Jean-Philippe Gross
Jean-Philippe Gross
Solo by Jean-Philippe Gross, a French electro-acoustic improviser, working with mixing board, cheap mics, small speakers and an analog synth, built around a honed interest in feedback.
Arika have been creating events since 2001. The Archive is space to share the documentation of our work, over 600 events from the past 20 years. Browse the archive by event, artists and collections, explore using theme pairs, or use the index for a comprehensive overview.
Solo by Jean-Philippe Gross, a French electro-acoustic improviser, working with mixing board, cheap mics, small speakers and an analog synth, built around a honed interest in feedback.
Although Tony had visited Haino in Japan, and they played together in private, this was the first time anyone other that Haino’s cat saw them perform together.
I wanna be with you everywhere was a gathering of, by, and for disabled artists and writers and anyone who wanted to get with us for a series of crip meet-ups, performances, readings and other social spaces of surplus, abundance and joy.
Low-end drone guitarage army since 1997: nobody has done more on this occasion by a gaggle of sludge-lovers from the Scottish underground.
A double bill of Morgan Fisher films that ask what can be achieved by a simple structural method of commenting on scraps of 35mm film, re-shot on 16mm film and what happens to meaning (if anything) when ‘insert shots’ are relieved of their original duty of providing crucial plot development for a variety of other movies?
Lo-fidelity sheets of parinirvanic mangled tone get driven into oblivion by two longstanding gurus of the Northern England primitivist noise.
Miniscule free-noise hissy-fits and broken instrument scrape/ squeal jams from the fools what brought you Giant Tank.
Our favourite Lancashire-born autodictact asks what’s political about the tension between the individual and the collective in free jazz.
Exploring the interplay between punk sinewave aggression, high-speed video sequences and stroboscopic lighting
60 minutes of hard ass minimal film, projected onto a weather balloon and accompanied by the inspired poetic rant of a visionary Frenchman.
How do people living with disability see themselves in today’s sexualised culture? How do we imagine our crip sexual selves despite society wanting to reduce us to non-erotic bodies?
Akio Suzuki and John Butcher performing by the Stones of Stenness, instead of the Ring of Brodgar, because of bad weather.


Task goal: Would you transcribe each entry precisely as it stands, setting aside any images?

(Listed entries)

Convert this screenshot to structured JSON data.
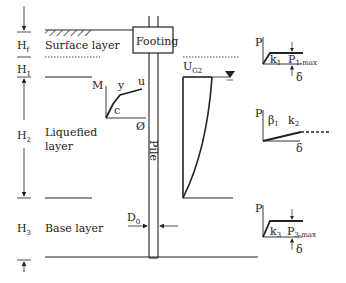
{
  "diagram": {
    "layers": [
      {
        "symbol": "H",
        "sub": "f",
        "name": "Surface layer"
      },
      {
        "symbol": "H",
        "sub": "1",
        "name": ""
      },
      {
        "symbol": "H",
        "sub": "2",
        "name_line1": "Liquefied",
        "name_line2": "layer"
      },
      {
        "symbol": "H",
        "sub": "3",
        "name": "Base layer"
      }
    ],
    "footing_label": "Footing",
    "pile_label": "Pile",
    "diameter": {
      "symbol": "D",
      "sub": "0"
    },
    "moment_curvature": {
      "y_axis": "M",
      "x_axis": "Ø",
      "points": [
        "c",
        "y",
        "u"
      ]
    },
    "ground_displacement": {
      "symbol": "U",
      "sub": "G2"
    },
    "springs": [
      {
        "p": "P",
        "k": "k",
        "k_sub": "1",
        "pmax": "P",
        "pmax_sub": "1-max",
        "delta": "δ"
      },
      {
        "p": "P",
        "beta": "β",
        "beta_sub": "1",
        "k": "k",
        "k_sub": "2",
        "delta": "δ"
      },
      {
        "p": "P",
        "k": "k",
        "k_sub": "3",
        "pmax": "P",
        "pmax_sub": "3-max",
        "delta": "δ"
      }
    ],
    "colors": {
      "line": "#222222",
      "background": "#ffffff"
    }
  }
}
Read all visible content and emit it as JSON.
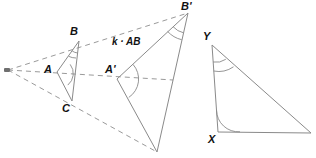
{
  "figure": {
    "width": 316,
    "height": 158,
    "background_color": "#ffffff",
    "solid_stroke_color": "#8a8a8a",
    "dashed_stroke_color": "#9a9a9a",
    "arc_stroke_color": "#8a8a8a",
    "label_color": "#111111",
    "center_marker_color": "#6f6f6f"
  },
  "labels": {
    "A": "A",
    "B": "B",
    "C": "C",
    "A_prime": "A'",
    "B_prime": "B'",
    "C_prime": "",
    "X": "X",
    "Y": "Y",
    "scale_expression": "k · AB"
  },
  "points": {
    "center": {
      "x": 8,
      "y": 70,
      "name": "center-of-dilation"
    },
    "A": {
      "x": 57,
      "y": 72
    },
    "B": {
      "x": 79,
      "y": 41
    },
    "C": {
      "x": 72,
      "y": 101
    },
    "A_prime": {
      "x": 117,
      "y": 79
    },
    "B_prime": {
      "x": 188,
      "y": 13
    },
    "C_prime": {
      "x": 157,
      "y": 152
    },
    "X": {
      "x": 218,
      "y": 132
    },
    "Y": {
      "x": 212,
      "y": 45
    },
    "Z": {
      "x": 311,
      "y": 133
    }
  },
  "angle_marks": {
    "A": {
      "arcs": 1,
      "vertex": "A"
    },
    "B": {
      "arcs": 2,
      "vertex": "B"
    },
    "A_prime": {
      "arcs": 1,
      "vertex": "A'"
    },
    "B_prime": {
      "arcs": 2,
      "vertex": "B'"
    },
    "X": {
      "arcs": 1,
      "vertex": "X"
    },
    "Y": {
      "arcs": 2,
      "vertex": "Y"
    }
  },
  "segments": {
    "solid": [
      {
        "name": "segment-AB",
        "from": "A",
        "to": "B"
      },
      {
        "name": "segment-BC",
        "from": "B",
        "to": "C"
      },
      {
        "name": "segment-CA",
        "from": "C",
        "to": "A"
      },
      {
        "name": "segment-A-prime-B-prime",
        "from": "A'",
        "to": "B'"
      },
      {
        "name": "segment-B-prime-C-prime",
        "from": "B'",
        "to": "C'"
      },
      {
        "name": "segment-C-prime-A-prime",
        "from": "C'",
        "to": "A'"
      },
      {
        "name": "segment-XY",
        "from": "X",
        "to": "Y"
      },
      {
        "name": "segment-YZ",
        "from": "Y",
        "to": "Z"
      },
      {
        "name": "segment-ZX",
        "from": "Z",
        "to": "X"
      }
    ],
    "dashed_rays": [
      {
        "name": "ray-center-through-A-to-A-prime",
        "from": "center",
        "to": "A'"
      },
      {
        "name": "ray-center-through-B-to-B-prime",
        "from": "center",
        "to": "B'"
      },
      {
        "name": "ray-center-through-C-to-C-prime",
        "from": "center",
        "to": "C'"
      }
    ]
  }
}
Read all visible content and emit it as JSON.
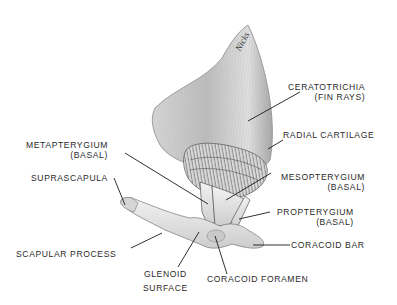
{
  "diagram": {
    "signature": "Nicks",
    "labels": [
      {
        "id": "ceratotrichia",
        "line1": "CERATOTRICHIA",
        "line2": "(FIN RAYS)"
      },
      {
        "id": "radial-cartilage",
        "line1": "RADIAL CARTILAGE"
      },
      {
        "id": "metapterygium",
        "line1": "METAPTERYGIUM",
        "line2": "(BASAL)"
      },
      {
        "id": "mesopterygium",
        "line1": "MESOPTERYGIUM",
        "line2": "(BASAL)"
      },
      {
        "id": "suprascapula",
        "line1": "SUPRASCAPULA"
      },
      {
        "id": "propterygium",
        "line1": "PROPTERYGIUM",
        "line2": "(BASAL)"
      },
      {
        "id": "scapular-process",
        "line1": "SCAPULAR PROCESS"
      },
      {
        "id": "coracoid-bar",
        "line1": "CORACOID BAR"
      },
      {
        "id": "glenoid-surface",
        "line1": "GLENOID",
        "line2": "SURFACE"
      },
      {
        "id": "coracoid-foramen",
        "line1": "CORACOID FORAMEN"
      }
    ]
  },
  "colors": {
    "background": "#ffffff",
    "text": "#2a2a2a",
    "leader": "#1a1a1a",
    "fin_fill": "#cfcfcf",
    "fin_shade": "#9a9a9a",
    "cartilage_fill": "#e6e6e6"
  }
}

(End Listed entries)

Solution to the exercise:
Convert this screenshot to structured JSON data.
{
  "diagram": {
    "layers": [
      {
        "symbol": "H",
        "sub": "f",
        "name": "Surface layer"
      },
      {
        "symbol": "H",
        "sub": "1",
        "name": ""
      },
      {
        "symbol": "H",
        "sub": "2",
        "name_line1": "Liquefied",
        "name_line2": "layer"
      },
      {
        "symbol": "H",
        "sub": "3",
        "name": "Base layer"
      }
    ],
    "footing_label": "Footing",
    "pile_label": "Pile",
    "diameter": {
      "symbol": "D",
      "sub": "0"
    },
    "moment_curvature": {
      "y_axis": "M",
      "x_axis": "Ø",
      "points": [
        "c",
        "y",
        "u"
      ]
    },
    "ground_displacement": {
      "symbol": "U",
      "sub": "G2"
    },
    "springs": [
      {
        "p": "P",
        "k": "k",
        "k_sub": "1",
        "pmax": "P",
        "pmax_sub": "1-max",
        "delta": "δ"
      },
      {
        "p": "P",
        "beta": "β",
        "beta_sub": "1",
        "k": "k",
        "k_sub": "2",
        "delta": "δ"
      },
      {
        "p": "P",
        "k": "k",
        "k_sub": "3",
        "pmax": "P",
        "pmax_sub": "3-max",
        "delta": "δ"
      }
    ],
    "colors": {
      "line": "#222222",
      "background": "#ffffff"
    }
  }
}
Read all visible content and emit it as JSON.
{
  "figure": {
    "width": 316,
    "height": 158,
    "background_color": "#ffffff",
    "solid_stroke_color": "#8a8a8a",
    "dashed_stroke_color": "#9a9a9a",
    "arc_stroke_color": "#8a8a8a",
    "label_color": "#111111",
    "center_marker_color": "#6f6f6f"
  },
  "labels": {
    "A": "A",
    "B": "B",
    "C": "C",
    "A_prime": "A'",
    "B_prime": "B'",
    "C_prime": "",
    "X": "X",
    "Y": "Y",
    "scale_expression": "k · AB"
  },
  "points": {
    "center": {
      "x": 8,
      "y": 70,
      "name": "center-of-dilation"
    },
    "A": {
      "x": 57,
      "y": 72
    },
    "B": {
      "x": 79,
      "y": 41
    },
    "C": {
      "x": 72,
      "y": 101
    },
    "A_prime": {
      "x": 117,
      "y": 79
    },
    "B_prime": {
      "x": 188,
      "y": 13
    },
    "C_prime": {
      "x": 157,
      "y": 152
    },
    "X": {
      "x": 218,
      "y": 132
    },
    "Y": {
      "x": 212,
      "y": 45
    },
    "Z": {
      "x": 311,
      "y": 133
    }
  },
  "angle_marks": {
    "A": {
      "arcs": 1,
      "vertex": "A"
    },
    "B": {
      "arcs": 2,
      "vertex": "B"
    },
    "A_prime": {
      "arcs": 1,
      "vertex": "A'"
    },
    "B_prime": {
      "arcs": 2,
      "vertex": "B'"
    },
    "X": {
      "arcs": 1,
      "vertex": "X"
    },
    "Y": {
      "arcs": 2,
      "vertex": "Y"
    }
  },
  "segments": {
    "solid": [
      {
        "name": "segment-AB",
        "from": "A",
        "to": "B"
      },
      {
        "name": "segment-BC",
        "from": "B",
        "to": "C"
      },
      {
        "name": "segment-CA",
        "from": "C",
        "to": "A"
      },
      {
        "name": "segment-A-prime-B-prime",
        "from": "A'",
        "to": "B'"
      },
      {
        "name": "segment-B-prime-C-prime",
        "from": "B'",
        "to": "C'"
      },
      {
        "name": "segment-C-prime-A-prime",
        "from": "C'",
        "to": "A'"
      },
      {
        "name": "segment-XY",
        "from": "X",
        "to": "Y"
      },
      {
        "name": "segment-YZ",
        "from": "Y",
        "to": "Z"
      },
      {
        "name": "segment-ZX",
        "from": "Z",
        "to": "X"
      }
    ],
    "dashed_rays": [
      {
        "name": "ray-center-through-A-to-A-prime",
        "from": "center",
        "to": "A'"
      },
      {
        "name": "ray-center-through-B-to-B-prime",
        "from": "center",
        "to": "B'"
      },
      {
        "name": "ray-center-through-C-to-C-prime",
        "from": "center",
        "to": "C'"
      }
    ]
  }
}
Read all visible content and emit it as JSON.
{
  "diagram": {
    "signature": "Nicks",
    "labels": [
      {
        "id": "ceratotrichia",
        "line1": "CERATOTRICHIA",
        "line2": "(FIN RAYS)"
      },
      {
        "id": "radial-cartilage",
        "line1": "RADIAL CARTILAGE"
      },
      {
        "id": "metapterygium",
        "line1": "METAPTERYGIUM",
        "line2": "(BASAL)"
      },
      {
        "id": "mesopterygium",
        "line1": "MESOPTERYGIUM",
        "line2": "(BASAL)"
      },
      {
        "id": "suprascapula",
        "line1": "SUPRASCAPULA"
      },
      {
        "id": "propterygium",
        "line1": "PROPTERYGIUM",
        "line2": "(BASAL)"
      },
      {
        "id": "scapular-process",
        "line1": "SCAPULAR PROCESS"
      },
      {
        "id": "coracoid-bar",
        "line1": "CORACOID BAR"
      },
      {
        "id": "glenoid-surface",
        "line1": "GLENOID",
        "line2": "SURFACE"
      },
      {
        "id": "coracoid-foramen",
        "line1": "CORACOID FORAMEN"
      }
    ]
  },
  "colors": {
    "background": "#ffffff",
    "text": "#2a2a2a",
    "leader": "#1a1a1a",
    "fin_fill": "#cfcfcf",
    "fin_shade": "#9a9a9a",
    "cartilage_fill": "#e6e6e6"
  }
}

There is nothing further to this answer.